Bloomberg
Joe Biden’s massive infrastructure and family-support plans are a direct appeal to the discontented White voters who put Donald Trump in office and to independent suburban women, his advisers say, with the president staking a claim on economic issues ahead of the 2022 midterm elections.
The so-called American Jobs Plan Biden released last month features spending on traditional infrastructure like highways and airports to better compete with China, a pitch his advisers think will resonate with
Republican men and blue-collar workers. And the “American Families Plan†he’ll outline this week seeks to broadly increase the availability of child care and improve working conditions for people caring for children and seniors — a top priority for suburban women, pollsters say.
Taken together, support from the two groups could form a potentially powerful bloc for Democrats ahead of the midterms, when the party of incumbent presidents typically loses seats in Congress. Republicans have long polled with voters as more trustworthy on economic stewardship, but Biden’s bet is that his proposals — even accompanied by price tags in the trillions of dollars and tax increases to help pay for them — can peel away enough GOP support that Democrats can keep control of the House and Senate.
It’s too soon to say whether Biden’s bet will pay off. His tax-and-spend plans offer ready-made material for GOP TV ads in races against vulnerable
Democrats. Those may play particularly well in the Republican-leaning suburban districts Democrats seized to win their House majority in 2018. Republicans already are preparing their attack lines.

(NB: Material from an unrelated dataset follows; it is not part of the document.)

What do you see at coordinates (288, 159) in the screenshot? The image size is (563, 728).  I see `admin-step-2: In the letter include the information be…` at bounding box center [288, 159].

“This is sloppy liberal wish list that would spend a lot and get very little in return,†Senate Republican leader Mitch McConnell said of Biden’s proposals. He called the jobs plan “bloated, unfocused — it’s not a targeted recipe for better public works,†and suggested the families plan was “just as dishonest.â€
One of Biden’s top pollsters during the 2020 campaign, Celinda Lake, said that when she surveyed voters on his infrastructure proposal last June and July, she anticipated Republicans would be repelled by the vast deficit spending it envisioned. Instead, a majority of GOP voters she polled said they supported government spending to rebuild roads and bridges and expand job training and access to broadband.